The lilting song continued to its end and the dog and horse stood as though hypnotized by the melody and the fingers' magnetic touch. Then the song ended as abruptly as it had begun and Peggy slid lightly from her perch to the ground, raised both arms, stretching hands and fingers and inclining her head in a pose which would have thrilled a teacher of "Esthetic Posing" in some fashionable, faddish school, though it was all unstudied upon the girl's part. Then she cried in a wonderfully modulated voice:

"Oh, the joy, joy, joy of just being ALIVE on such a day as this! Of being out in this wonderful world and free, free, free to go and come and do as we want to, Shashai, Tzaritza! To feel the wind, to breathe it in, to smell all the new growing things, to see that water out yonder and the blue overhead. What is it, Dr. Llewellyn says: 'To thank the Lord for a life so sweet.' WE all do, don't we? _I_ can put it into words, or sing it, but you two? Yes, you can make God understand just as well. Let's all thank Him together--you as He has taught you, and I as He has taught me. Now:"

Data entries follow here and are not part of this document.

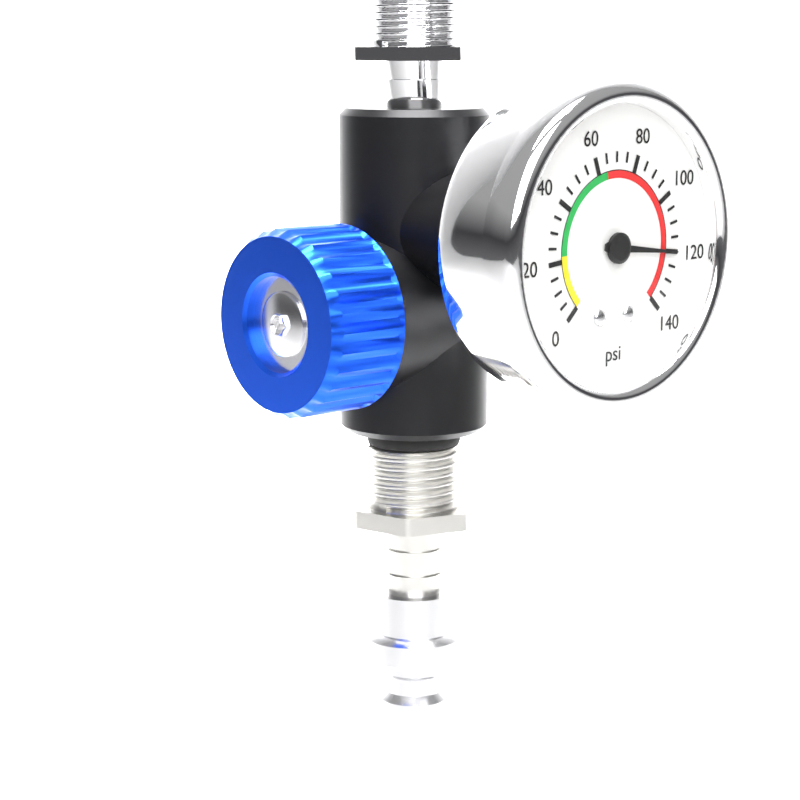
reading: 120 psi
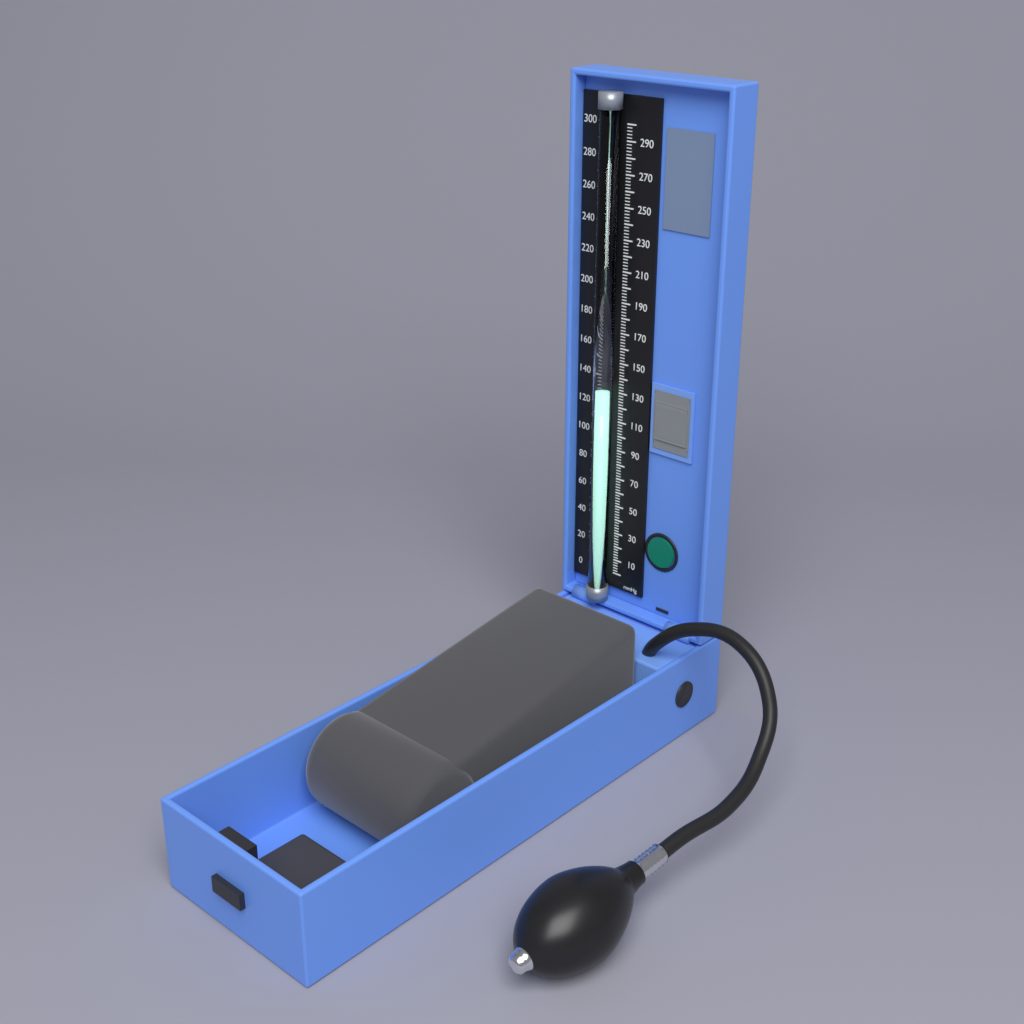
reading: 132 mmHg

It was a strange picture. The girl standing there in the beautiful early spring world, her only companions a thoroughbred, half-wild Kentucky colt and a Russian wolfhound, literally worth their weight in gold, absolutely faultless in their beauty, and each with their wonderfully intelligent eyes fixed upon her. At the word "Now," the colt raised his perfect head, drew in a deep breath and then exhaled it in a long, trumpet-like whinny. The dog voiced her wonderful bell-like bay; the note of joy sounded by her kind when victory is assured.

The girl raised her head, and parting her lips gave voice to a long- drawn note of ecstasy, ending in a little staccato trill and the same upflinging of the arms.

It was all a rhapsody of springtide, the semi-wild things' expression of intoxicating joy at being alive and their absolute mutual harmony. The animals felt it as the girl did, and surely God acknowledged the homage. Such spontaneous, sincere thanks are rare.

"Let's go now."

The horse's slender flanks quivered; his withers twitched with the nervous energy awaiting an outlet; the dog stood alert for the first motion.